Rally of the United National Movement, December 6, 2017. Photo: facebook/Nugzar Tsiklauri
A few thousand protesters gathered in downtown Tbilisi on December 6 at a rally organized by ex-President Mikheil Saakashvili’s United National Movement party against what they call “a coordinated revenge by the oligarchic regimes” of Petro Poroshenko and Bidzina Ivanishvili (Georgia’s former Prime Minister).
Party activists and supporters gathered outside the Rustaveli Metro station, and marched to the Government Chancellery chanting “Misha, Misha” and holding a banner reading: “For Georgia’s Victory.” Some protesters were also waving Georgian and Ukrainian flags.
Nika Melia, Chairman of UNM’s Political Council, who addressed the rally first, told the protesters that the party and its leader were engaged in “a struggle for better future, for freedom and for maintaining independence.”
“This is a confrontation between the oligarchs and the people, the two oligarchs came together and agreed to neutralize the main flag-bearer, the main forerunner in the fight against oligarchy in Georgia and Ukraine,” Melia said. “[Our rally] today has confirmed that if Ivanishvili and Poroshenko do not withdraw from their intentions, a lot of people will take to the streets in Tbilisi and won’t quit protesting.”
Zaal Udumashvili, UNM’s candidate in the October mayoral elections in Tbilisi, addressed the protesters as well, saying the rally was named the March of Dignity, “since it is exactly a matter of our dignity to express loud protest about the ongoing processes in Ukraine and Georgia.”
He also said the decision of the “oligarchic ruler of Ukraine” to detain Mikheil Saakashvili “was reckless.” “Mikheil Saakashvili won yesterday, and he won not when the Ukrainian people released him from the police minivan, but when he was arrested.”
UNM announced the rally on December 5, when Mikheil Saakashvili, who is wanted by the Georgian authorities on multiple criminal charges, was temporarily detained by the Ukrainian Security Service. Nika Melia said then that the party would “move to an emergency regime.”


Your objective.
For every line in the entries that contains "middle", show the whole line.
───
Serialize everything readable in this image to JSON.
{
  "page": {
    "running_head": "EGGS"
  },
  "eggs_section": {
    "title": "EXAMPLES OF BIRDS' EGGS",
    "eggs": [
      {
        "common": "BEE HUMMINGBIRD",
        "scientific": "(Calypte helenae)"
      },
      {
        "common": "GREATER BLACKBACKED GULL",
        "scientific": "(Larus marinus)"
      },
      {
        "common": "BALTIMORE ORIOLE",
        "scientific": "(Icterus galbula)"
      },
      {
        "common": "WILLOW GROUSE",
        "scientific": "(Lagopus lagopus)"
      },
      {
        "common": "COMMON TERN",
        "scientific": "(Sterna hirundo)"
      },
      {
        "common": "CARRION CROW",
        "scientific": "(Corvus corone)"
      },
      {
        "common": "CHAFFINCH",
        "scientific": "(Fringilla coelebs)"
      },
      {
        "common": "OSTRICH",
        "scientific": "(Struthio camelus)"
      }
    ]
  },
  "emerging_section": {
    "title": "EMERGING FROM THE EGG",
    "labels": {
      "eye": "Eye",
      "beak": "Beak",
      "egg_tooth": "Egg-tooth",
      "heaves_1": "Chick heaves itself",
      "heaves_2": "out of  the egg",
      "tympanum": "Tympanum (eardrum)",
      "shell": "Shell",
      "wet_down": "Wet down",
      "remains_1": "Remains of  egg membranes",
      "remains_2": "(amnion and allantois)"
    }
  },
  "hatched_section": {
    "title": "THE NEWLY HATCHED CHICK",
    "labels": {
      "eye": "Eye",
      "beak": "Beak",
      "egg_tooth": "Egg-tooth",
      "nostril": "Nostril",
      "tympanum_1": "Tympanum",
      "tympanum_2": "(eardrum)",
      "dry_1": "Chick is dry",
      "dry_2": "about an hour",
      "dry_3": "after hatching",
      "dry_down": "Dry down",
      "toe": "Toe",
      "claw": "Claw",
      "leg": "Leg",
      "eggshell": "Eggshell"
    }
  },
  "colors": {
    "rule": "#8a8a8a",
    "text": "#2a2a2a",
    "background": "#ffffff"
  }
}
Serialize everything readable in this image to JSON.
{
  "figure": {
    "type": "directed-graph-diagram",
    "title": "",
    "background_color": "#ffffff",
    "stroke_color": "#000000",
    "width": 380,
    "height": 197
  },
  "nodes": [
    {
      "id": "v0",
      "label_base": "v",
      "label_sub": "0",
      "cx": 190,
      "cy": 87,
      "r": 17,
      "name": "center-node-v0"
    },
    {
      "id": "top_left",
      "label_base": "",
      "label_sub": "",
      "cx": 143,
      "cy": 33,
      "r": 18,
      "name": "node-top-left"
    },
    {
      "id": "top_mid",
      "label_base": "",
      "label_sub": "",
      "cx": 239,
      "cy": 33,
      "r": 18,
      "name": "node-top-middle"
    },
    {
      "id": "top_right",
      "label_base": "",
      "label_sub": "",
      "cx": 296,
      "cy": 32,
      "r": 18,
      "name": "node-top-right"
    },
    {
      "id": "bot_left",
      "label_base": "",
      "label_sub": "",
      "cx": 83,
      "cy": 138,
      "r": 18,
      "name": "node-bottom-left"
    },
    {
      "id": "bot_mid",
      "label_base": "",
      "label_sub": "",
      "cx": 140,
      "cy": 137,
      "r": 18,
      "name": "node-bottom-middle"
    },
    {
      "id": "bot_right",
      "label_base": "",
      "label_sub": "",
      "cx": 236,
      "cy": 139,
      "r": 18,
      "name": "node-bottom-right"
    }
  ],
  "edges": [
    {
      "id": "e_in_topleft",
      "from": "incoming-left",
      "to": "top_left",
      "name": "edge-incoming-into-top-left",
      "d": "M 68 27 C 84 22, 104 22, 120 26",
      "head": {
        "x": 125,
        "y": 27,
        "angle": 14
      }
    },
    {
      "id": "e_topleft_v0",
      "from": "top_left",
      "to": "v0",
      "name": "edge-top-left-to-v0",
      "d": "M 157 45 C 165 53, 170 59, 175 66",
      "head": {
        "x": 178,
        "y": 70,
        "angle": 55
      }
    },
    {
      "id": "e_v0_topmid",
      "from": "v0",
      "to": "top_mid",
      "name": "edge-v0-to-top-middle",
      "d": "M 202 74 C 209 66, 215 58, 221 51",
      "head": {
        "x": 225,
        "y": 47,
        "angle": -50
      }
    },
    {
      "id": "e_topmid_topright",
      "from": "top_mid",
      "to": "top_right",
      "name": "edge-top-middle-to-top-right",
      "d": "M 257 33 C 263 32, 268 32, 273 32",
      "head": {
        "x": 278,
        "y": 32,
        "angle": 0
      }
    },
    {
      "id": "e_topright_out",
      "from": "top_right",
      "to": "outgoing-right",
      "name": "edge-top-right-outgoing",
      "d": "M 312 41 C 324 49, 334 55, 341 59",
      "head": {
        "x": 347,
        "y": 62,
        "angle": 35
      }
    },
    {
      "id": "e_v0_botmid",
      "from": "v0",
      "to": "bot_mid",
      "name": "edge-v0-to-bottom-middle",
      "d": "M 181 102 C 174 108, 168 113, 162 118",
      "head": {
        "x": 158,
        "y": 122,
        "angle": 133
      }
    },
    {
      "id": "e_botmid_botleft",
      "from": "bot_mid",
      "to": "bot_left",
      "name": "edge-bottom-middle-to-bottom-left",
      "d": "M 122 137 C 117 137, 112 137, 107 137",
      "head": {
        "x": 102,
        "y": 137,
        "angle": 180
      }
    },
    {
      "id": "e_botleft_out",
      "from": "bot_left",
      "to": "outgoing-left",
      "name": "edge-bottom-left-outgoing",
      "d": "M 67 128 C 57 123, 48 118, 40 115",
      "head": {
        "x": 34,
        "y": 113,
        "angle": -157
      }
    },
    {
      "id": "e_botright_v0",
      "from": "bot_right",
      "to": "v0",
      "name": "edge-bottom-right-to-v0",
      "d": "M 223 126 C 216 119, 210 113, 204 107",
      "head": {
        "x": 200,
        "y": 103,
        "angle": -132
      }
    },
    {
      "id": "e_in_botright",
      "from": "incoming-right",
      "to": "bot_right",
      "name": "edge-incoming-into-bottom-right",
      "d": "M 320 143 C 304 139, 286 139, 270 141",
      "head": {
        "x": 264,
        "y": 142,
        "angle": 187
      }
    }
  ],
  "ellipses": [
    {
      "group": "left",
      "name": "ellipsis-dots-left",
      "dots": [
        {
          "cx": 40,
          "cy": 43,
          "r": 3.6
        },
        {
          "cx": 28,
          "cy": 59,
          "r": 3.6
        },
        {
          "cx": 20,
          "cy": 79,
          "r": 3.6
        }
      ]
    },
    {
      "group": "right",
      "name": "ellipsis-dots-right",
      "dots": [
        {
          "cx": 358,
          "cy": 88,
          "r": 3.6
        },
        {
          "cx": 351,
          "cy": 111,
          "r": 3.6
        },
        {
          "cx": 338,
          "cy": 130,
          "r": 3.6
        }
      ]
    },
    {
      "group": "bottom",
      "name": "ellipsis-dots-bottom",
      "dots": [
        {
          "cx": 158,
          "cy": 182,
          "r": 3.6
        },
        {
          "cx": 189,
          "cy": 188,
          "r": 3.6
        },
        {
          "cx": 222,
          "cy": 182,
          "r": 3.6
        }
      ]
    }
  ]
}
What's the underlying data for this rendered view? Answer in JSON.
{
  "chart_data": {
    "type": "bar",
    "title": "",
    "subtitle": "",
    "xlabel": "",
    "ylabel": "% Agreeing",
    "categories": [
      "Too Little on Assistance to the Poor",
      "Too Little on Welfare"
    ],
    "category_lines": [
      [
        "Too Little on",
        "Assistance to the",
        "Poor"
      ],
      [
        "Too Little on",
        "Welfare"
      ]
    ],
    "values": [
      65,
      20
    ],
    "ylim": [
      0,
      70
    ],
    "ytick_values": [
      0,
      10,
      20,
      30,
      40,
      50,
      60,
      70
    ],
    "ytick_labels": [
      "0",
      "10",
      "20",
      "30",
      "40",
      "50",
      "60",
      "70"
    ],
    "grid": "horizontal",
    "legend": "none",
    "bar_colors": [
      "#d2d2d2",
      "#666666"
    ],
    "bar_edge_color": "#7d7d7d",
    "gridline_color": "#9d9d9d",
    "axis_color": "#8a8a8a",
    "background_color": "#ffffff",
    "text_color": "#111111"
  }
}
───
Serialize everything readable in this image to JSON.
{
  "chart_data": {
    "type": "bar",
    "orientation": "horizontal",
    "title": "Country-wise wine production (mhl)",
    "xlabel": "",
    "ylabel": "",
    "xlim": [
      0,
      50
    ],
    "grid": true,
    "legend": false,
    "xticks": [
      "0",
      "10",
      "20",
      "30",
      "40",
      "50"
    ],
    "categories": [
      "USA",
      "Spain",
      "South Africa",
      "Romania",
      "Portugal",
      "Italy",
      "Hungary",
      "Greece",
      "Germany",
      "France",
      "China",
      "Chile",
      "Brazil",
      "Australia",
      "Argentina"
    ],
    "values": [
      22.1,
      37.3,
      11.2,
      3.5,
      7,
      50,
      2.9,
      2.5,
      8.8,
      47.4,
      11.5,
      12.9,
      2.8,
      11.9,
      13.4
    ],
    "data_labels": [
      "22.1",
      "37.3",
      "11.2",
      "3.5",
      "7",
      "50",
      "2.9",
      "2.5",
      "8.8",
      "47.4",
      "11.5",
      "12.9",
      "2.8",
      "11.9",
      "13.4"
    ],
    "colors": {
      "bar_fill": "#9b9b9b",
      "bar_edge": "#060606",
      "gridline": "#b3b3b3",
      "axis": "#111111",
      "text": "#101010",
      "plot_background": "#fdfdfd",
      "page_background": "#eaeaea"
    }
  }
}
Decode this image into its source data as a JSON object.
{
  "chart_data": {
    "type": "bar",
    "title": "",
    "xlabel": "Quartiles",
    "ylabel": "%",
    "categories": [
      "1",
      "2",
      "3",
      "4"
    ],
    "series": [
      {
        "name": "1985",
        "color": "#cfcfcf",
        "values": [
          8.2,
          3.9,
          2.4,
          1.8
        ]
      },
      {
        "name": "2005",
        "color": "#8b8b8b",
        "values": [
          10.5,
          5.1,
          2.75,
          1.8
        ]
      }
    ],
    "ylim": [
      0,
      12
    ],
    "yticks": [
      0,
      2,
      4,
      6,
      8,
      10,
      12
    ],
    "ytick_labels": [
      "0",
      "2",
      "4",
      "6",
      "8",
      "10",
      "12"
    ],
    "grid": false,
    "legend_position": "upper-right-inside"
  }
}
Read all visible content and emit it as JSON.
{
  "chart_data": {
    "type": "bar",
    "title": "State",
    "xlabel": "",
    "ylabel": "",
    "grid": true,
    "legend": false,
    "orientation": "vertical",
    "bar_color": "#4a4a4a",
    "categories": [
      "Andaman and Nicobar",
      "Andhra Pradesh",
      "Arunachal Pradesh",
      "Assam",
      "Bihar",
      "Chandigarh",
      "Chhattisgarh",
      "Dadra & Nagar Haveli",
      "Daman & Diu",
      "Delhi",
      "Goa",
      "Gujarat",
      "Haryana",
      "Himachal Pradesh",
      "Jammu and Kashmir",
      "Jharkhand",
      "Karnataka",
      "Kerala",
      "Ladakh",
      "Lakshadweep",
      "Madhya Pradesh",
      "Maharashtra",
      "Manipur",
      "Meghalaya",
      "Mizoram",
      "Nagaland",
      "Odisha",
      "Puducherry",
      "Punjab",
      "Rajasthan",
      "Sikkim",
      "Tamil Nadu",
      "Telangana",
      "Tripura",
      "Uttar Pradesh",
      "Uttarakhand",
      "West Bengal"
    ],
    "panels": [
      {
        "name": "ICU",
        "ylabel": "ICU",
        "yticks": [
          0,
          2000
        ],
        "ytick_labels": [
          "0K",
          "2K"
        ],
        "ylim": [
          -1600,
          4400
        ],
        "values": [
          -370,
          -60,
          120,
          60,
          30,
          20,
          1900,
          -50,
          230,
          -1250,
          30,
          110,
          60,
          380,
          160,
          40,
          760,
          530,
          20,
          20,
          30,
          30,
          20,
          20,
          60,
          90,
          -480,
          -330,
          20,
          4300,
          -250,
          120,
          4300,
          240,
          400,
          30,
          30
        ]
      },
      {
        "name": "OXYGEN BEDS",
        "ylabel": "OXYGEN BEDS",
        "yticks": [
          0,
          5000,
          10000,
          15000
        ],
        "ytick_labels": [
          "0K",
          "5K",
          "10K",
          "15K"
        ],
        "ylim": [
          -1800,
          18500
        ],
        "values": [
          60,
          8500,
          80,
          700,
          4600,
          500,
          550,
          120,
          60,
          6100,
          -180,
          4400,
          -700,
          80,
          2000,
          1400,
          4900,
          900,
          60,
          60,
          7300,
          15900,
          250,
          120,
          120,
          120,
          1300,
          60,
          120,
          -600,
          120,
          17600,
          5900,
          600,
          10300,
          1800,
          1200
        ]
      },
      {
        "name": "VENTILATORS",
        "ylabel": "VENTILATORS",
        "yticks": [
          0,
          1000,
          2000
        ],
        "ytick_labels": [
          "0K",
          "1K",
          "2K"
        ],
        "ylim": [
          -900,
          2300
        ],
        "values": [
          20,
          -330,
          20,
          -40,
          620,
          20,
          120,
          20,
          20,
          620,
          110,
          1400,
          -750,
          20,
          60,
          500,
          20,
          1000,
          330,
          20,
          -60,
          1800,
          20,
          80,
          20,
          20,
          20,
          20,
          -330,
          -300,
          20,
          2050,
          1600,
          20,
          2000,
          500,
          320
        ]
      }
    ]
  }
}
───
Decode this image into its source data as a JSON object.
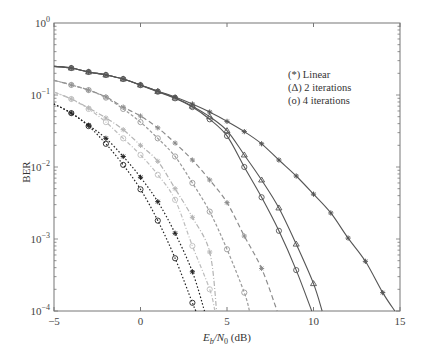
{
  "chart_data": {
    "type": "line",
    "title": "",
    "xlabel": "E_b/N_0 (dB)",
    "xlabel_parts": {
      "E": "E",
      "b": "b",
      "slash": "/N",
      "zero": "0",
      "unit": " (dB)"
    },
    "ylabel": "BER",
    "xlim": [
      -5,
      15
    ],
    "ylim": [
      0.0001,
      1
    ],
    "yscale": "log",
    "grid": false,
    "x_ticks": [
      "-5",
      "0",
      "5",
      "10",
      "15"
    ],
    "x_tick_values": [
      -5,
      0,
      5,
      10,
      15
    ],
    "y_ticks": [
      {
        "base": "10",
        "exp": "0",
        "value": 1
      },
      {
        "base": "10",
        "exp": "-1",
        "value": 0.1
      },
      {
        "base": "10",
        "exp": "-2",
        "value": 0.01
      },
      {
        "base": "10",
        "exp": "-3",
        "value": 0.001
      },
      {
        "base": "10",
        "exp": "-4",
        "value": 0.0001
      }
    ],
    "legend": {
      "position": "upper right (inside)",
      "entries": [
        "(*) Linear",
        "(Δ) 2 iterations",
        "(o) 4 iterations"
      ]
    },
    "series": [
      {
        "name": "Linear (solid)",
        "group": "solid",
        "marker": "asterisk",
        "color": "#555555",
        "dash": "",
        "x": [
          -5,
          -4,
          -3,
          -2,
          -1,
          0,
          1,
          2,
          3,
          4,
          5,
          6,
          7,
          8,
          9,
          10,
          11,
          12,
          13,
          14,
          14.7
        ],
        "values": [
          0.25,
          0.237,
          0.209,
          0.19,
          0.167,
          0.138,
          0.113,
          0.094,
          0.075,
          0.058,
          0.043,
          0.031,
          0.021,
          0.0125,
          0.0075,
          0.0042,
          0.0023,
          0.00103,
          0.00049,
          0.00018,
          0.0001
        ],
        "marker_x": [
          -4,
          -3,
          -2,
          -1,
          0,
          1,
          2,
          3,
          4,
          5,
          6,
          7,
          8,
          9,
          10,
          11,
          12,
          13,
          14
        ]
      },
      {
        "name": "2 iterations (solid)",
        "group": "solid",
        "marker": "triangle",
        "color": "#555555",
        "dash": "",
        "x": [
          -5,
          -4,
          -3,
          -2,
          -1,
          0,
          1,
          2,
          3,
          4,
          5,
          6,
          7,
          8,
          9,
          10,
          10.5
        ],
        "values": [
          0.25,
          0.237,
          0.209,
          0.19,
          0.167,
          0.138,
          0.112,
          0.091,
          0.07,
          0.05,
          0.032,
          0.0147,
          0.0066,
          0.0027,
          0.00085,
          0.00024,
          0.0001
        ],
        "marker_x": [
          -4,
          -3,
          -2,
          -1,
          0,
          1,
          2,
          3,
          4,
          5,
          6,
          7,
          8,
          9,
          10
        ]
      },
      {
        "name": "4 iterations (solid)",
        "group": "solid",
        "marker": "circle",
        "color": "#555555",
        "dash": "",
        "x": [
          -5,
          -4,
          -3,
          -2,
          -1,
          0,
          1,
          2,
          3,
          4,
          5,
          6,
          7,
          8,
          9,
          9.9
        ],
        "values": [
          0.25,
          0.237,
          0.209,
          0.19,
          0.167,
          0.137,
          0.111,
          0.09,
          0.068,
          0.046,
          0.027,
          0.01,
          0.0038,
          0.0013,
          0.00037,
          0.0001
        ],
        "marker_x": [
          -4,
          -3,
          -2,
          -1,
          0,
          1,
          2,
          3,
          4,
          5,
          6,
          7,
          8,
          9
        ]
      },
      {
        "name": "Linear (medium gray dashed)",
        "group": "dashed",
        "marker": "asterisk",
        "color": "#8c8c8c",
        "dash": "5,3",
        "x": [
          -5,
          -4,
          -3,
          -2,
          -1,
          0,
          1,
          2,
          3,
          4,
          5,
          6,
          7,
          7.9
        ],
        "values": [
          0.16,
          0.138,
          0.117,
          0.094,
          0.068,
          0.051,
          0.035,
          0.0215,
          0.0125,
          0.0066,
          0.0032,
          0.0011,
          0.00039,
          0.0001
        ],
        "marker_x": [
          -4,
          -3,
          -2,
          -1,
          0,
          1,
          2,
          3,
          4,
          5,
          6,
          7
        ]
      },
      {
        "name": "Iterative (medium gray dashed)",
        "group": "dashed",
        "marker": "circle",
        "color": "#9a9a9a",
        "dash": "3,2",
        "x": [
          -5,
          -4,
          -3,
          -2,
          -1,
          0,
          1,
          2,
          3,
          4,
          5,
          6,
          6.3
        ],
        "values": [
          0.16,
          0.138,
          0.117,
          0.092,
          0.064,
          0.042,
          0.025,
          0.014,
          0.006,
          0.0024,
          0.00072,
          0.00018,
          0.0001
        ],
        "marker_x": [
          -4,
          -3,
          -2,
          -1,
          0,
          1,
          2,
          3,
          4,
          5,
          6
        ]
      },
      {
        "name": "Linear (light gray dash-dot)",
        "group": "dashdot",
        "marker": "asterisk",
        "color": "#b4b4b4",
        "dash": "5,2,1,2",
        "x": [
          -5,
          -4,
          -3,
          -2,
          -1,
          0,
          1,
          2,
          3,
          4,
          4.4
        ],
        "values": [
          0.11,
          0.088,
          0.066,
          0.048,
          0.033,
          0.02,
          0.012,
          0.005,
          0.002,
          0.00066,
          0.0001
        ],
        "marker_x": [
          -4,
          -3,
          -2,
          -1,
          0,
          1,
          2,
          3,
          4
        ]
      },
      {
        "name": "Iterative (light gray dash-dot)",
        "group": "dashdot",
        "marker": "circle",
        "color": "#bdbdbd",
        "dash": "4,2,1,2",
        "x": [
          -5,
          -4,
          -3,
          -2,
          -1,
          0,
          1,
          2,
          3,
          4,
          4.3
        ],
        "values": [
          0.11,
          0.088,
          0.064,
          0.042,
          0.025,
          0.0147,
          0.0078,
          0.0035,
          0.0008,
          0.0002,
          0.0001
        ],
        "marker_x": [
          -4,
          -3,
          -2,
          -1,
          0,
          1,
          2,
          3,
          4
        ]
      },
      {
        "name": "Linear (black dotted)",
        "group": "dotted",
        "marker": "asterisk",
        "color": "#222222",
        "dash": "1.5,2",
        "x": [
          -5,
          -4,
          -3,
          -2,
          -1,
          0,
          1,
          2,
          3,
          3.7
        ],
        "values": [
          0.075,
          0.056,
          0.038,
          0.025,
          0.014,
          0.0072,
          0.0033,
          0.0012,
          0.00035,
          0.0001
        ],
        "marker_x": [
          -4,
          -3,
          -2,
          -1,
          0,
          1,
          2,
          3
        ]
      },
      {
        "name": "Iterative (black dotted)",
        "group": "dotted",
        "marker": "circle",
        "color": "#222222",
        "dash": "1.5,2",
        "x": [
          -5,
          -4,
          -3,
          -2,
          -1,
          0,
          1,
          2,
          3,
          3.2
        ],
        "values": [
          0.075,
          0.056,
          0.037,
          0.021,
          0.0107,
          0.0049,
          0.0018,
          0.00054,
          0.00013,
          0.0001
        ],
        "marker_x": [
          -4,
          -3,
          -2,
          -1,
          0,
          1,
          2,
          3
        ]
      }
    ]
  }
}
───
Result.
      "name": "node-top-middle"
      "name": "node-bottom-middle"
      "name": "edge-v0-to-top-middle",
      "name": "edge-top-middle-to-top-right",
      "name": "edge-v0-to-bottom-middle",
      "name": "edge-bottom-middle-to-bottom-left",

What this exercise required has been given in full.